Atlanta Fed's Bostic aligns with doves in call for slow tightening

The U.S. central bank should be patient as it raises interest rates this year, said Federal Reserve Bank of Atlanta President Raphael Bostic, adding his voice to other dovish comments from officials concerned by low inflation and the risk of an inverted yield curve.

“I am comfortable continuing with a slow removal of policy accommodation,’’ Bostic, who votes on policy this year for the first time in his Fed career, said Monday in Atlanta. “However, I would caution that that doesn’t necessarily mean as many as three or four moves per year.’’

Federal Reserve Bank of Atlanta President and CEO Raphael Bostic
Raphael Bostic, president and chief executive officer of the Federal Reserve Bank of Atlanta, reacts during a panel discussion at the Association for Public Policy Analysis & Management (APPAM) Fall Research conference in Chicago, Illinois, U.S., on Thursday, Nov. 2, 2017. The conference focuses on the importance of data and measurement, and celebrates the government staff who work to improve the measures we use every day. Photographer: Christopher Dilts/Bloomberg
Christopher Dilts/Bloomberg

Fed officials have penciled in three 2018 rate hikes, according to their latest median projections, after upgrading growth forecasts for the year following a $1.5 trillion tax cut signed into law by President Donald Trump on Dec. 22. Whether to accommodate this fiscal stimulus or lean against it by raising rates faster will be a key test for Fed Governor Jerome Powell, who was picked to replace Janet Yellen when her term as Fed chair ends next month.
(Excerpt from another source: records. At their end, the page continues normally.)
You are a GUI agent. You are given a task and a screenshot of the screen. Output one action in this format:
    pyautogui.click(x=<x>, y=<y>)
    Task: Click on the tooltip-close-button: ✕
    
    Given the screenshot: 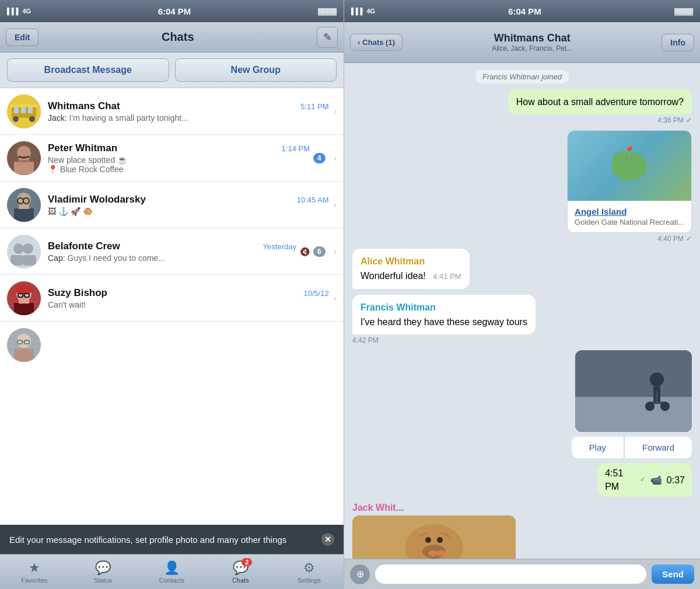 What is the action you would take?
    pyautogui.click(x=328, y=539)
    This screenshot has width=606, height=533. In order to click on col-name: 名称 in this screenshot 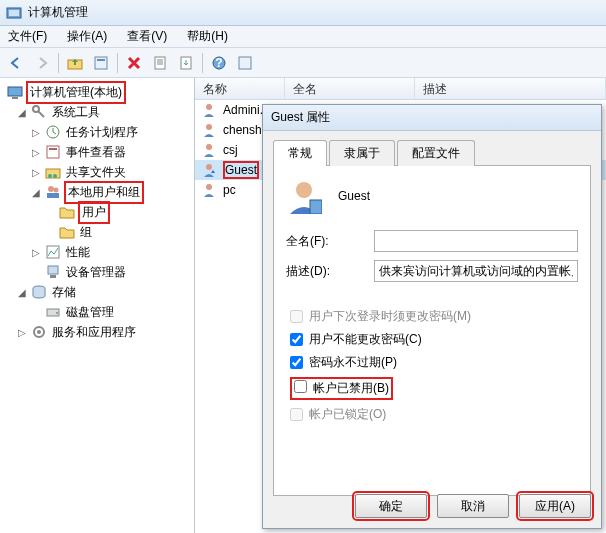, I will do `click(240, 88)`.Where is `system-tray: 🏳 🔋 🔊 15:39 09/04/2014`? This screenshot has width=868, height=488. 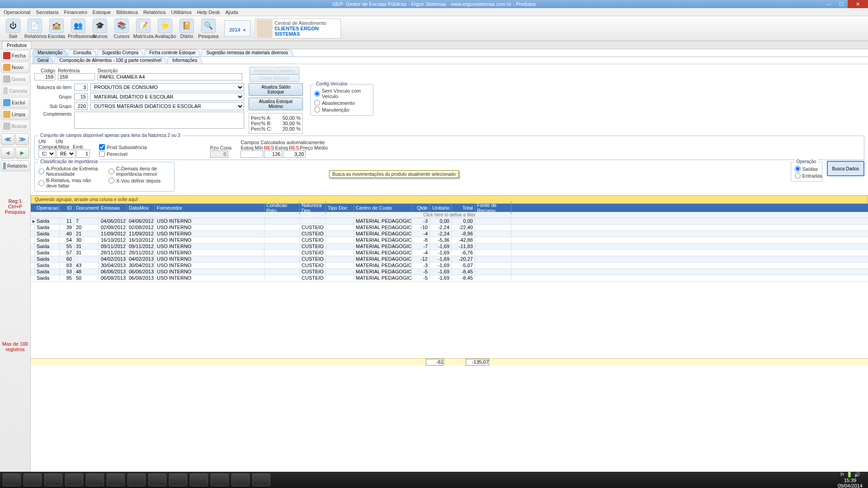
system-tray: 🏳 🔋 🔊 15:39 09/04/2014 is located at coordinates (852, 480).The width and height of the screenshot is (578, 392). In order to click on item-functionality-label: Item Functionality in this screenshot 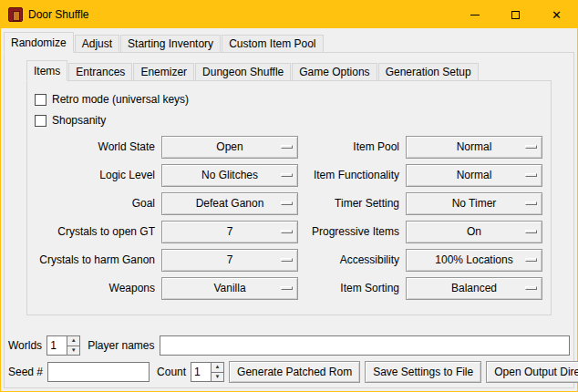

Bostic, in his most dovish speech since taking the helm at the Atlanta Fed in June, said he only expected a modest bounce to growth from the tax measures. He later told reporters his base case for Fed hikes this year was “two to three, with the idea that data is going to come in to really inform how aggressively we can be moving our policy.”

Philadelphia Fed chief Patrick Harker said Jan. 5 he favored raising rates only twice this year while his St. Louis Fed colleague, James Bullard, indicated in a Jan. 4 interview on Bloomberg Television that he preferred to keep rates on hold.

Fed officials are looking for clues about the strength of underlying inflation in the U.S. and continuing to debate why price gains are so low, even with unemployment at 4.1 percent last month, the lowest level since 2000.

Bostic made clear that he was watching weak price pressures, which he said could be eroding the public’s confidence in the Fed’s ability to reach its 2 percent inflation target -- a goal it has missed for most of the past five years.

“My main concern is that inflation expectations risk becoming anchored below 2 percent,’’ he said. “‘If this happened, it would be increasingly difficult for the Fed to hit our 2 percent target.’’

He also echoed other recent comments from Fed officials in pointing to the flattening yield curve as a potential risk. The spread between two-year and 10-year Treasury notes has collapsed to the narrowest since 2007. Bostic said he would “do all I can to make sure our policy doesn’t invert the yield curve explicitly.”

Delivering an annual forecast to the Atlanta Rotary Club, Bostic said he expects moderate growth this year, aided by a small boost from the recent tax overhaul, as well as a pickup in housing, investment spending and strong consumer spending. The labor market is likely to continue to tighten and it’s been puzzling that wages haven’t shown a larger pickup, he said.

“I’m marking in a positive, but modest, boost to my near-term GDP growth profile for the coming year,” Bostic said. “For now, I am treating a more substantial breakout of tax-reform-related growth as an upside risk to my outlook.”